Complete Example with Error Handling and Context Managers

This is a robust, production-ready example.

import mysql.connector
from mysql.connector import Error
def get_users_by_status(connection, status):
    """
    Fetches users from the database with a given status and returns them as a list of dictionaries.
    """
    users = []
    try:
        # Use a dictionary cursor
        with connection.cursor(dictionary=True) as cursor:
            # Parameterized query to prevent SQL injection
            sql_query = "SELECT id, name, email, created_at FROM users WHERE status = %s"
            cursor.execute(sql_query, (status,))
            # Fetch all results
            users = cursor.fetchall()
    except Error as e:
        print(f"Error while fetching users: {e}")
    return users
# --- Main execution ---
if __name__ == "__main__":
    # --- Replace with your actual database details ---
    db_config = {
        'host': 'localhost',
        'user': 'root',
        'password': 'your_password',
        'database': 'company_db'
    }
    connection = None
    try:
        connection = mysql.connector.connect(**db_config)
        if connection.is_connected():
            print("Successfully connected to the database.")
            # Get active users
            active_users = get_users_by_status(connection, 'active')
            print("\n--- Active Users ---")
            for user in active_users:
                print(f"ID: {user['id']}, Name: {user['name']}, Email: {user['email']}")
            # Get inactive users
            inactive_users = get_users_by_status(connection, 'inactive')
            print("\n--- Inactive Users ---")
            for user in inactive_users:
                print(f"ID: {user['id']}, Name: {user['name']}")
    except Error as e:
        print(f"Failed to connect to MySQL or execute query: {e}")
    finally:
        if connection and connection.is_connected():
            connection.close()
            print("\nMySQL connection is closed.")

Alternative Libraries

While mysql-connector-python is excellent, other libraries are popular and handle the dictionary conversion for you automatically.

PyMySQL

PyMySQL is another pure Python MySQL client.
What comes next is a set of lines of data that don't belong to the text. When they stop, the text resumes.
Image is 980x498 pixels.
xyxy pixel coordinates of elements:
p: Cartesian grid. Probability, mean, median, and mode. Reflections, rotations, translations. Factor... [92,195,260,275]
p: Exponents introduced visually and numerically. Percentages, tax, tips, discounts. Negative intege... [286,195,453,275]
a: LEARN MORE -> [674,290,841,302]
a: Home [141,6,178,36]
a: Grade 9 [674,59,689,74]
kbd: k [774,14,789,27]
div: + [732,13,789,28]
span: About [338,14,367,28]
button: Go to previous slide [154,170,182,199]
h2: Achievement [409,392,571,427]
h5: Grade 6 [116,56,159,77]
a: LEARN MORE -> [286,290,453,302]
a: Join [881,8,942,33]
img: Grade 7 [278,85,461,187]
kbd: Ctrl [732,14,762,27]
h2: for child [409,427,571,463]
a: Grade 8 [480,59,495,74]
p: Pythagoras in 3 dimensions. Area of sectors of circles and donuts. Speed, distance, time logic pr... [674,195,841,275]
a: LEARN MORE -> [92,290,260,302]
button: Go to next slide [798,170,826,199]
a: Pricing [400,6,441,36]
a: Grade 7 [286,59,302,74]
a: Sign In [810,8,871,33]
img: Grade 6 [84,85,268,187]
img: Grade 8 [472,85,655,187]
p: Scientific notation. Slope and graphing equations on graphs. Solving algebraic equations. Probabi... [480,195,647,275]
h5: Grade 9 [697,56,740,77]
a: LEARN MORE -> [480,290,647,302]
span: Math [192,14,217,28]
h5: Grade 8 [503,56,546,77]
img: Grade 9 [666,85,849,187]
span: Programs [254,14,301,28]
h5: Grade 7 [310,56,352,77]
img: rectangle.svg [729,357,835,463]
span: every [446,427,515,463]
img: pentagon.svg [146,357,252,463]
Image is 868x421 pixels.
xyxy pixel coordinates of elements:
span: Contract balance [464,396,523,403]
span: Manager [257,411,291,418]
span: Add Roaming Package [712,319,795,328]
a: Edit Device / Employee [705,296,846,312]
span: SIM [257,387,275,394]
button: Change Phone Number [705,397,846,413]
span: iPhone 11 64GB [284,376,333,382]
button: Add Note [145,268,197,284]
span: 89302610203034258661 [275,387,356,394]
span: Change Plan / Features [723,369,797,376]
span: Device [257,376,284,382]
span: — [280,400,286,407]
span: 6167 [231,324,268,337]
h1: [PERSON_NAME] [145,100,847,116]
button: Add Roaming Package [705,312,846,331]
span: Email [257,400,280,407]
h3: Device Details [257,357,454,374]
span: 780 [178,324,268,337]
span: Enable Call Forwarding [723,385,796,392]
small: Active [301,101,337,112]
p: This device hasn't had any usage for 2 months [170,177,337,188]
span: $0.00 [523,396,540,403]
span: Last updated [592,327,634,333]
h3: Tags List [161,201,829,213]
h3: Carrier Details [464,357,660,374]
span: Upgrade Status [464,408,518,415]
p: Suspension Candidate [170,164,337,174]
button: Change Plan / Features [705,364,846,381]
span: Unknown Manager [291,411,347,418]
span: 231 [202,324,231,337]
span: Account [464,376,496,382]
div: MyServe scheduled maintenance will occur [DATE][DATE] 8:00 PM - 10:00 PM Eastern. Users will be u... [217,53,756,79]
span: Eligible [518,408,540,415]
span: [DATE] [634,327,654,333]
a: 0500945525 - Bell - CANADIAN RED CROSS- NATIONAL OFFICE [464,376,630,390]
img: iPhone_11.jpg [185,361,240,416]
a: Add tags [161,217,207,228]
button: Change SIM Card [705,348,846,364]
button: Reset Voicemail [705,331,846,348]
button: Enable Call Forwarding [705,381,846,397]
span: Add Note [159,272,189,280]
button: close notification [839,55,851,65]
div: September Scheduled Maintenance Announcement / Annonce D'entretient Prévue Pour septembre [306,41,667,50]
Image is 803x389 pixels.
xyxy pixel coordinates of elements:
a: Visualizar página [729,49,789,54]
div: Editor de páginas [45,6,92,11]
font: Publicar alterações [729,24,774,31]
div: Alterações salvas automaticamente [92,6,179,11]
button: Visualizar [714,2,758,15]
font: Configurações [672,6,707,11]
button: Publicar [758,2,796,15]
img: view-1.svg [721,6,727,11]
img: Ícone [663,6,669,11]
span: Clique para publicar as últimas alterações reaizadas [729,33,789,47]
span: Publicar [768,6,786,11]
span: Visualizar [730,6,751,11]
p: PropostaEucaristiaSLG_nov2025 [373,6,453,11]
It also supports a cursor class that returns dictionaries.

import pymysql
connection = pymysql.connect(
    host='localhost',
    user='your_user',
    password='your_password',
    database='your_db',
    cursorclass=pymysql.cursors.DictCursor  # <-- The key here
)
try:
    with connection.cursor() as cursor:
        cursor.execute("SELECT * FROM users LIMIT 2")
        results = cursor.fetchall()
        print(results)
finally:
    connection.close()

SQLAlchemy

SQLAlchemy is a powerful Object-Relational Mapper (ORM). It's more complex but provides a higher level of abstraction, making database interactions more "Pythonic".

from sqlalchemy import create_engine, text
# The connection string format is slightly different
engine = create_engine('mysql+pymysql://your_user:your_password@localhost/your_db')
# Using text() for raw SQL queries
with engine.connect() as connection:
    # SQLAlchemy automatically maps rows to dictionaries when using .mappings()
    result = connection.execute(text("SELECT id, name FROM users"))
    # .mappings() provides a view that can be easily converted to a list of dicts
    users = result.mappings().all()
    print(users)
    # Output: [{'id': 1, 'name': 'Alice'}, {'id': 2, 'name': 'Bob'}]
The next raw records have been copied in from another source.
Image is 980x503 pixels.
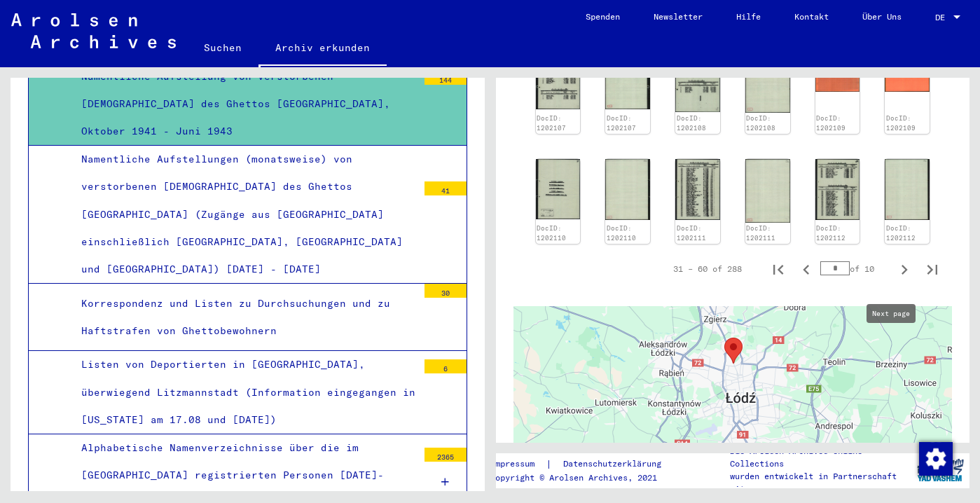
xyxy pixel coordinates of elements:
a: DocID: 1202111 [746,224,776,242]
p: wurden entwickelt in Partnerschaft mit [730,470,911,495]
img: Arolsen_neg.svg [11,13,176,49]
div: Namentliche Aufstellung von verstorbenen [DEMOGRAPHIC_DATA] des Ghettos [GEOGRAPHIC_DATA], Oktobe... [71,63,417,145]
img: yv_logo.png [914,452,967,488]
a: DocID: 1202108 [677,114,706,132]
a: DocID: 1202109 [886,114,916,132]
a: DocID: 1202112 [816,224,846,242]
a: DocID: 1202110 [607,224,636,242]
img: 002.jpg [746,49,791,113]
img: 001.jpg [536,49,581,109]
div: 144 [425,71,467,85]
div: Korrespondenz und Listen zu Durchsuchungen und zu Haftstrafen von Ghettobewohnern [71,290,417,344]
div: | [491,456,679,471]
div: 41 [425,182,467,195]
a: Suchen [187,31,258,64]
a: Datenschutzerklärung [552,456,679,471]
img: 001.jpg [536,159,581,219]
div: 6 [425,360,467,373]
a: DocID: 1202107 [537,114,567,132]
a: DocID: 1202110 [537,224,567,242]
img: Zustimmung ändern [920,442,953,475]
img: 002.jpg [606,159,650,220]
div: Litzmannstadt (Lodz) Ghetto and "Polen-Jugendverwahrlager" /Detention Camp for Polish Juveniles [724,338,743,363]
img: 002.jpg [746,159,791,223]
a: DocID: 1202111 [677,224,706,242]
a: DocID: 1202112 [886,224,916,242]
p: Copyright © Arolsen Archives, 2021 [491,471,679,484]
img: 002.jpg [606,49,650,108]
a: DocID: 1202107 [607,114,636,132]
button: Next page [891,255,919,283]
button: Last page [919,255,947,283]
a: Archiv erkunden [258,31,387,67]
img: 002.jpg [885,159,930,220]
div: Namentliche Aufstellungen (monatsweise) von verstorbenen [DEMOGRAPHIC_DATA] des Ghettos [GEOGRAPH... [71,145,417,283]
div: of 10 [820,262,891,275]
img: 001.jpg [676,159,721,220]
div: 31 – 60 of 288 [674,263,742,275]
div: 30 [425,284,467,297]
div: 2365 [425,448,467,461]
div: Listen von Deportierten in [GEOGRAPHIC_DATA], überwiegend Litzmannstadt (Information eingegangen ... [71,351,417,433]
span: DE [935,12,951,22]
a: DocID: 1202109 [816,114,846,132]
a: DocID: 1202108 [746,114,776,132]
a: Impressum [491,456,546,471]
button: Previous page [792,255,820,283]
img: 001.jpg [676,49,721,112]
button: First page [765,255,792,283]
img: 001.jpg [815,159,860,220]
p: Die Arolsen Archives Online-Collections [730,445,911,470]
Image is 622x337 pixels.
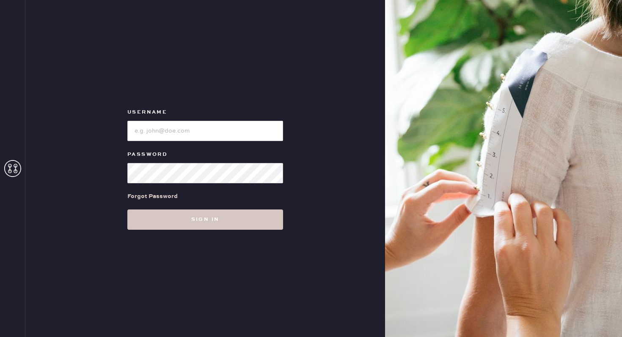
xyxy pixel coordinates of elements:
button: Sign in [127,210,283,230]
label: Username [127,107,283,118]
label: Password [127,150,283,160]
div: Forgot Password [127,192,178,201]
input: e.g. john@doe.com [127,121,283,141]
a: Forgot Password [127,184,178,210]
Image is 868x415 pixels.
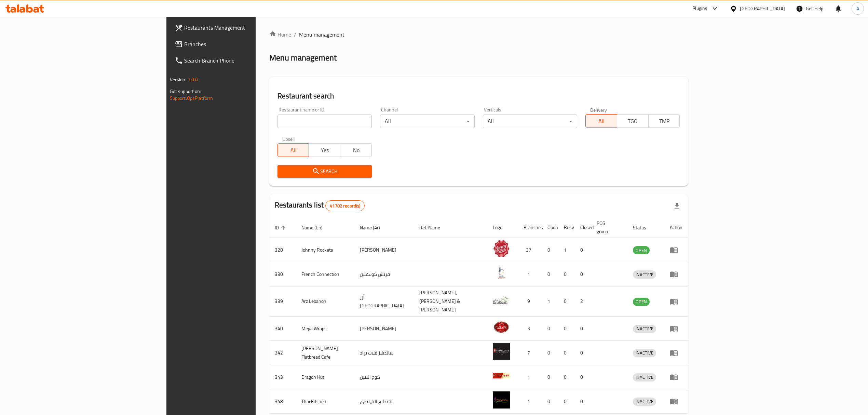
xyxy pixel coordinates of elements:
[277,91,680,101] h2: Restaurant search
[296,341,355,365] td: [PERSON_NAME] Flatbread Cafe
[542,365,558,389] td: 0
[277,165,372,178] button: Search
[275,224,288,232] span: ID
[588,116,614,126] span: All
[282,137,295,141] label: Upsell
[518,341,542,365] td: 7
[354,317,413,341] td: [PERSON_NAME]
[558,389,574,414] td: 0
[493,264,510,281] img: French Connection
[670,297,683,305] div: Menu
[184,56,306,65] span: Search Branch Phone
[277,143,310,157] button: All
[296,287,355,317] td: Arz Lebanon
[692,4,707,13] div: Plugins
[542,317,558,341] td: 0
[633,325,656,333] div: INACTIVE
[354,365,413,389] td: كوخ التنين
[482,114,577,128] div: All
[542,287,558,317] td: 1
[518,217,542,238] th: Branches
[170,86,201,96] span: Get support on:
[542,341,558,365] td: 0
[669,197,685,214] div: Export file
[518,389,542,414] td: 1
[326,203,364,209] span: 41702 record(s)
[617,114,648,128] button: TGO
[296,365,355,389] td: Dragon Hut
[633,398,656,406] div: INACTIVE
[633,271,656,278] span: INACTIVE
[574,341,591,365] td: 0
[296,238,355,262] td: Johnny Rockets
[651,116,677,126] span: TMP
[354,389,413,414] td: المطبخ التايلندى
[633,373,656,381] span: INACTIVE
[542,262,558,287] td: 0
[574,262,591,287] td: 0
[493,391,510,409] img: Thai Kitchen
[275,200,365,211] h2: Restaurants list
[585,114,617,128] button: All
[170,75,187,84] span: Version:
[558,262,574,287] td: 0
[487,217,518,238] th: Logo
[597,219,620,236] span: POS group
[670,373,683,381] div: Menu
[296,262,355,287] td: French Connection
[169,36,311,52] a: Branches
[493,240,510,257] img: Johnny Rockets
[354,287,413,317] td: أرز [GEOGRAPHIC_DATA]
[188,75,198,84] span: 1.0.0
[354,238,413,262] td: [PERSON_NAME]
[558,341,574,365] td: 0
[354,262,413,287] td: فرنش كونكشن
[169,52,311,69] a: Search Branch Phone
[299,31,344,38] span: Menu management
[269,52,337,63] h2: Menu management
[670,270,683,278] div: Menu
[574,287,591,317] td: 2
[380,114,474,128] div: All
[419,224,449,232] span: Ref. Name
[574,389,591,414] td: 0
[574,238,591,262] td: 0
[296,389,355,414] td: Thai Kitchen
[558,317,574,341] td: 0
[558,238,574,262] td: 1
[740,5,785,13] div: [GEOGRAPHIC_DATA]
[296,317,355,341] td: Mega Wraps
[633,398,656,405] span: INACTIVE
[633,373,656,382] div: INACTIVE
[518,238,542,262] td: 37
[670,246,683,254] div: Menu
[493,367,510,384] img: Dragon Hut
[269,31,688,38] nav: breadcrumb
[633,224,655,232] span: Status
[518,365,542,389] td: 1
[360,224,389,232] span: Name (Ar)
[518,262,542,287] td: 1
[558,217,574,238] th: Busy
[670,397,683,405] div: Menu
[301,224,331,232] span: Name (En)
[518,287,542,317] td: 9
[280,145,307,155] span: All
[670,324,683,333] div: Menu
[648,114,680,128] button: TMP
[633,246,650,255] span: OPEN
[413,287,487,317] td: [PERSON_NAME],[PERSON_NAME] & [PERSON_NAME]
[169,20,311,36] a: Restaurants Management
[856,5,859,13] span: A
[558,365,574,389] td: 0
[493,343,510,360] img: Sandella's Flatbread Cafe
[354,341,413,365] td: سانديلاز فلات براد
[633,298,650,306] div: OPEN
[620,116,646,126] span: TGO
[340,143,372,157] button: No
[170,93,213,103] a: Support.OpsPlatform
[558,287,574,317] td: 0
[493,292,510,309] img: Arz Lebanon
Summary: Which One to Choose?

Library Pros Cons Best For
mysql-connector-python Official Oracle driver, feature-rich, good performance. Can be slightly more verbose than others. General purpose, applications where you want the official driver.
PyMySQL Pure Python, easy to install, very similar to mysql-connector. Slightly less feature-rich than the official driver. General purpose, great for most projects.
SQLAlchemy High-level ORM, prevents SQL injection automatically, database agnostic. Steeper learning curve, can be overkill for simple scripts. Complex applications, large projects, or when you need to switch databases.

For most use cases, mysql-connector-python with cursor(dictionary=True) is the perfect balance of simplicity, power, and readability.